I think there are lots of situations where companies should be shut down, because there is no real hope of turning a profit and management doesn't seem to really care for anything other than their salary.
Question for Saj - this is a situation where the stock trades below liquidation value. What about when a stock price is well above liquidation value (20-30x it), but those involved know that there is really no hope of a turnaround? Shutting down the company would send the stock price down 90%, and so the markets seem to say that they're better staying around and losing money than closing up shop.

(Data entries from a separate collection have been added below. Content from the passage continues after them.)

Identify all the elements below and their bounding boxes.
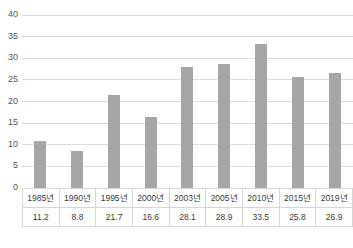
plot-area: 0510152025303540 — [0, 0, 353, 190]
bar-slot — [169, 1, 206, 189]
bar — [108, 95, 120, 189]
chart-data-table: 1985년1990년1995년2000년2003년2005년2010년2015년… — [22, 188, 353, 227]
y-axis-tick-label: 30 — [2, 53, 18, 62]
table-cell-value: 28.9 — [206, 208, 243, 227]
table-cell-value: 25.8 — [279, 208, 316, 227]
bar — [181, 67, 193, 189]
bar — [329, 73, 341, 189]
y-axis-tick-label: 40 — [2, 10, 18, 19]
bar-slot — [96, 1, 133, 189]
y-axis-tick-label: 0 — [2, 183, 18, 192]
bar-slot — [59, 1, 96, 189]
bar-slot — [206, 1, 243, 189]
bar — [34, 141, 46, 189]
table-cell-value: 33.5 — [242, 208, 279, 227]
bar-slot — [279, 1, 316, 189]
bar — [218, 64, 230, 189]
table-cell-category: 1990년 — [59, 189, 96, 208]
bar — [255, 44, 267, 189]
y-axis-tick-label: 5 — [2, 161, 18, 170]
table-cell-category: 2019년 — [316, 189, 353, 208]
bar — [145, 117, 157, 189]
table-cell-category: 2010년 — [242, 189, 279, 208]
bar-slot — [132, 1, 169, 189]
bars-group — [22, 0, 353, 189]
y-axis-tick-label: 10 — [2, 140, 18, 149]
table-cell-category: 2003년 — [169, 189, 206, 208]
bar — [292, 77, 304, 189]
y-axis-tick-label: 35 — [2, 32, 18, 41]
table-cell-category: 2005년 — [206, 189, 243, 208]
table-cell-category: 1995년 — [96, 189, 133, 208]
y-axis-tick-label: 20 — [2, 97, 18, 106]
bar-chart-figure: 0510152025303540 1985년1990년1995년2000년200… — [0, 0, 353, 248]
table-cell-category: 1985년 — [23, 189, 60, 208]
table-cell-category: 2015년 — [279, 189, 316, 208]
table-cell-value: 21.7 — [96, 208, 133, 227]
bar-slot — [22, 1, 59, 189]
bar-slot — [243, 1, 280, 189]
table-cell-value: 8.8 — [59, 208, 96, 227]
table-cell-value: 26.9 — [316, 208, 353, 227]
table-row-values: 11.28.821.716.628.128.933.525.826.9 — [23, 208, 353, 227]
bar-slot — [316, 1, 353, 189]
table-cell-value: 16.6 — [132, 208, 169, 227]
y-axis-tick-label: 25 — [2, 75, 18, 84]
table-cell-value: 11.2 — [23, 208, 60, 227]
table-row-categories: 1985년1990년1995년2000년2003년2005년2010년2015년… — [23, 189, 353, 208]
y-axis-tick-label: 15 — [2, 118, 18, 127]
bar — [71, 151, 83, 189]
table-cell-category: 2000년 — [132, 189, 169, 208]
table-cell-value: 28.1 — [169, 208, 206, 227]
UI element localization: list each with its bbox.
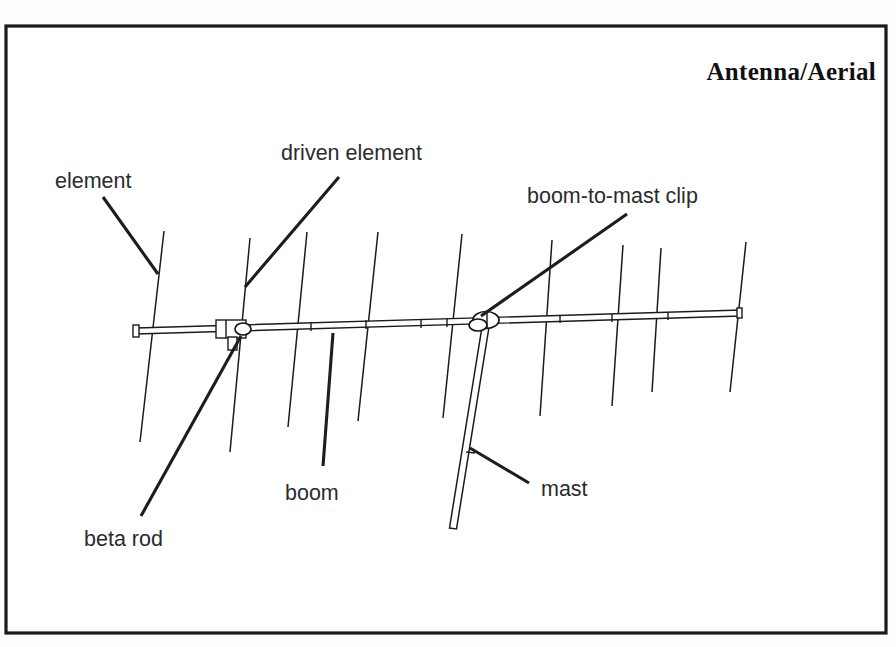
label-driven-element: driven element <box>281 141 422 165</box>
label-element: element <box>55 169 132 193</box>
figure-title: Antenna/Aerial <box>707 58 876 85</box>
label-boom-to-mast-clip: boom-to-mast clip <box>527 184 698 208</box>
mast-joint-mark <box>466 452 475 453</box>
antenna-diagram-figure: Antenna/Aerial element driven element bo… <box>0 0 896 647</box>
antenna-diagram-canvas: Antenna/Aerial element driven element bo… <box>0 0 896 647</box>
driven-element-collar <box>235 323 251 335</box>
label-boom: boom <box>285 481 339 505</box>
boom-right-end-cap <box>737 308 742 318</box>
label-beta-rod: beta rod <box>84 527 163 551</box>
boom-to-mast-clip-collar <box>469 319 487 331</box>
label-mast: mast <box>541 477 588 501</box>
boom-left-end-cap <box>133 325 139 337</box>
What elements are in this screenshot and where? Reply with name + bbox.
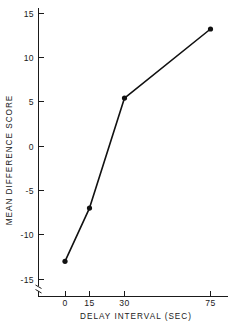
x-axis-title: DELAY INTERVAL (SEC): [80, 312, 192, 321]
y-tick-label-10: 10: [24, 53, 34, 63]
x-tick-label-30: 30: [119, 298, 129, 308]
data-point-3: [208, 26, 213, 31]
chart-figure: 15 10 5 0 -5 -10 -15 0 15 30 75 MEAN DIF…: [0, 0, 237, 324]
x-tick-label-75: 75: [205, 298, 215, 308]
series-line-mean-difference: [65, 29, 211, 261]
y-axis-title: MEAN DIFFERENCE SCORE: [5, 95, 14, 226]
data-point-1: [87, 206, 92, 211]
y-tick-label-5: 5: [29, 97, 34, 107]
line-chart-plot: 15 10 5 0 -5 -10 -15 0 15 30 75 MEAN DIF…: [0, 0, 237, 324]
y-tick-label-minus10: -10: [20, 230, 34, 240]
y-tick-label-minus5: -5: [26, 186, 34, 196]
x-tick-label-0: 0: [62, 298, 67, 308]
data-point-0: [62, 259, 67, 264]
y-tick-label-15: 15: [24, 9, 34, 19]
data-point-2: [122, 96, 127, 101]
x-tick-label-15: 15: [84, 298, 94, 308]
y-tick-label-0: 0: [29, 142, 34, 152]
y-tick-label-minus15: -15: [20, 275, 34, 285]
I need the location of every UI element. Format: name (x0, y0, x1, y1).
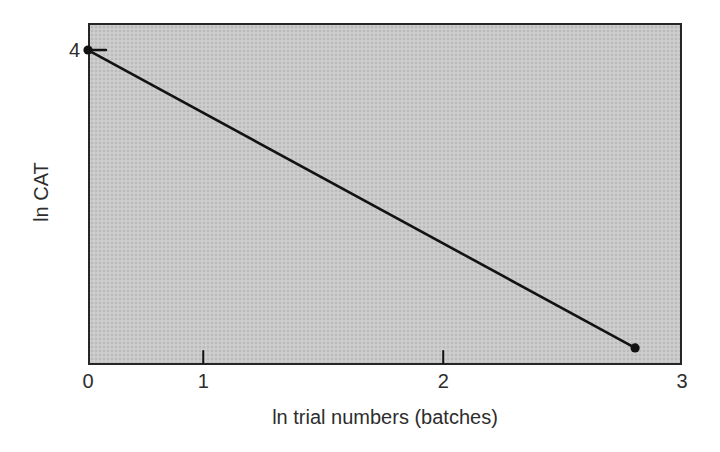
x-tick-label-2: 2 (438, 371, 449, 391)
y-axis-title: ln CAT (31, 162, 52, 222)
plot-area (88, 23, 682, 365)
y-tick-label-4: 4 (40, 40, 80, 60)
x-tick-label-1: 1 (198, 371, 209, 391)
x-axis-title: ln trial numbers (batches) (272, 407, 498, 428)
x-tick-label-3: 3 (676, 371, 687, 391)
x-tick-label-0: 0 (82, 371, 93, 391)
figure: 0 1 2 3 4 ln trial numbers (batches) ln … (0, 0, 720, 452)
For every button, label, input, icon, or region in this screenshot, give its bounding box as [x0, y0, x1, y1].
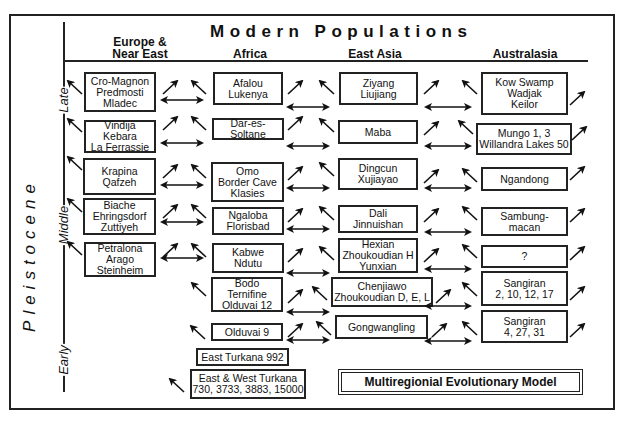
arrow-up-left-icon: [463, 81, 477, 94]
arrow-up-right-icon: [424, 249, 438, 262]
arrow-up-left-icon: [463, 169, 477, 182]
arrow-up-right-icon: [163, 81, 177, 94]
arrow-up-left-icon: [320, 81, 334, 94]
arrow-up-left-icon: [463, 322, 477, 335]
arrow-up-right-icon: [570, 92, 584, 105]
arrow-up-right-icon: [288, 249, 302, 262]
arrow-up-right-icon: [288, 117, 302, 130]
arrow-up-right-icon: [424, 81, 438, 94]
arrow-up-left-icon: [320, 247, 334, 260]
arrow-up-right-icon: [288, 81, 302, 94]
arrow-up-left-icon: [320, 119, 334, 132]
arrow-up-left-icon: [68, 199, 82, 212]
arrow-up-left-icon: [320, 163, 334, 176]
arrow-up-right-icon: [163, 117, 177, 130]
arrow-up-right-icon: [163, 244, 177, 257]
arrow-up-left-icon: [170, 379, 184, 392]
arrow-up-right-icon: [570, 247, 584, 260]
arrow-up-left-icon: [192, 165, 206, 178]
arrow-up-right-icon: [163, 205, 177, 218]
arrow-up-left-icon: [68, 157, 82, 170]
arrow-up-right-icon: [288, 167, 302, 180]
arrow-up-left-icon: [192, 244, 206, 257]
arrow-up-right-icon: [570, 324, 584, 337]
arrow-up-right-icon: [288, 324, 302, 337]
arrows-layer: [0, 0, 627, 426]
arrow-up-left-icon: [459, 121, 473, 134]
arrow-up-left-icon: [463, 207, 477, 220]
arrow-up-left-icon: [192, 81, 206, 94]
arrow-up-left-icon: [463, 245, 477, 258]
arrow-up-right-icon: [432, 324, 446, 337]
arrow-up-left-icon: [68, 81, 82, 94]
arrow-up-right-icon: [288, 209, 302, 222]
arrow-up-left-icon: [463, 283, 477, 296]
arrow-up-right-icon: [288, 290, 302, 303]
arrow-up-right-icon: [572, 127, 586, 140]
arrow-up-left-icon: [317, 322, 331, 335]
arrow-up-left-icon: [192, 205, 206, 218]
arrow-up-left-icon: [192, 117, 206, 130]
arrow-up-right-icon: [436, 290, 450, 303]
arrow-up-left-icon: [320, 207, 334, 220]
arrow-up-right-icon: [424, 170, 438, 183]
arrow-up-left-icon: [68, 119, 82, 132]
arrow-up-right-icon: [570, 167, 584, 180]
arrow-up-left-icon: [192, 283, 206, 296]
arrow-up-right-icon: [570, 209, 584, 222]
arrow-up-right-icon: [424, 209, 438, 222]
arrow-up-left-icon: [191, 326, 205, 339]
arrow-up-right-icon: [163, 165, 177, 178]
arrow-up-left-icon: [68, 242, 82, 255]
arrow-up-left-icon: [313, 287, 327, 300]
arrow-up-right-icon: [570, 287, 584, 300]
arrow-up-right-icon: [424, 122, 438, 135]
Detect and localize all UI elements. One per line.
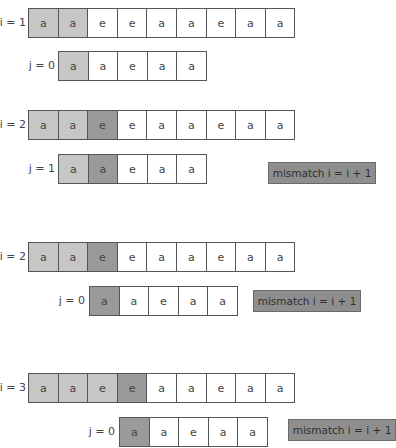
text-cell: a: [58, 8, 89, 38]
text-cell: e: [117, 242, 148, 272]
text-cell: a: [146, 8, 177, 38]
pattern-cell: a: [149, 417, 180, 447]
pattern-array: a a e a a: [119, 417, 268, 447]
pattern-index-label: j = 1: [15, 162, 55, 175]
text-cell: a: [58, 242, 89, 272]
text-cell: e: [87, 8, 118, 38]
text-cell: a: [235, 8, 266, 38]
text-array: a a e e a a e a a: [28, 242, 295, 272]
text-cell: e: [206, 373, 237, 403]
pattern-cell: a: [119, 417, 150, 447]
text-index-label: i = 2: [0, 118, 26, 131]
text-cell: a: [176, 373, 207, 403]
text-cell: a: [58, 110, 89, 140]
text-cell: e: [206, 8, 237, 38]
pattern-index-label: j = 0: [45, 294, 85, 307]
text-cell: a: [235, 242, 266, 272]
text-cell: e: [87, 242, 118, 272]
pattern-array: a a e a a: [89, 286, 238, 316]
text-cell: a: [265, 373, 296, 403]
pattern-cell: e: [117, 51, 148, 81]
pattern-index-label: j = 0: [75, 425, 115, 438]
pattern-cell: e: [117, 154, 148, 184]
pattern-cell: a: [58, 51, 89, 81]
text-index-label: i = 1: [0, 16, 26, 29]
text-cell: a: [235, 110, 266, 140]
text-cell: a: [265, 110, 296, 140]
text-cell: a: [28, 110, 59, 140]
text-array: a a e e a a e a a: [28, 373, 295, 403]
mismatch-note: mismatch i = i + 1: [268, 162, 376, 184]
text-cell: a: [146, 110, 177, 140]
text-cell: e: [206, 110, 237, 140]
text-cell: e: [117, 8, 148, 38]
pattern-cell: a: [88, 51, 119, 81]
pattern-cell: a: [58, 154, 89, 184]
text-cell: a: [235, 373, 266, 403]
text-cell: a: [176, 110, 207, 140]
text-cell: a: [265, 8, 296, 38]
text-cell: a: [146, 373, 177, 403]
pattern-index-label: j = 0: [15, 59, 55, 72]
pattern-cell: a: [88, 154, 119, 184]
pattern-cell: a: [176, 154, 207, 184]
pattern-cell: e: [148, 286, 179, 316]
text-cell: a: [28, 242, 59, 272]
pattern-cell: a: [89, 286, 120, 316]
pattern-array: a a e a a: [58, 51, 207, 81]
text-cell: a: [58, 373, 89, 403]
text-cell: a: [28, 373, 59, 403]
text-cell: e: [87, 110, 118, 140]
text-cell: e: [117, 373, 148, 403]
text-array: a a e e a a e a a: [28, 8, 295, 38]
text-cell: a: [146, 242, 177, 272]
text-cell: a: [265, 242, 296, 272]
text-array: a a e e a a e a a: [28, 110, 295, 140]
text-cell: a: [28, 8, 59, 38]
mismatch-note: mismatch i = i + 1: [288, 419, 396, 441]
text-cell: e: [117, 110, 148, 140]
pattern-cell: a: [207, 286, 238, 316]
pattern-cell: a: [147, 154, 178, 184]
text-cell: a: [176, 8, 207, 38]
text-index-label: i = 2: [0, 250, 26, 263]
text-index-label: i = 3: [0, 381, 26, 394]
pattern-cell: a: [147, 51, 178, 81]
pattern-cell: a: [237, 417, 268, 447]
pattern-cell: e: [178, 417, 209, 447]
text-cell: e: [87, 373, 118, 403]
text-cell: e: [206, 242, 237, 272]
mismatch-note: mismatch i = i + 1: [253, 290, 361, 312]
pattern-cell: a: [119, 286, 150, 316]
pattern-array: a a e a a: [58, 154, 207, 184]
text-cell: a: [176, 242, 207, 272]
pattern-cell: a: [208, 417, 239, 447]
pattern-cell: a: [176, 51, 207, 81]
pattern-cell: a: [178, 286, 209, 316]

With such little cash in a situation like that, they will have to raise money soon, and the dilution will lower the stock price, eventually bringing it down further and further. How can a manager justify shutting down a business when people want to invest in something losing money? If they're focused on intrinsic value, you should shut it down. If you're focused on the stock price, you should keep running it.
Hi Ankit,
Yeah that is a tough situation. That might be what we saw with Jones Soda here.
Management's best play at that point might be to try to sell it to those shareholders who are bidding up the price (i.e. those with capital who see a brighter future in the company than they do).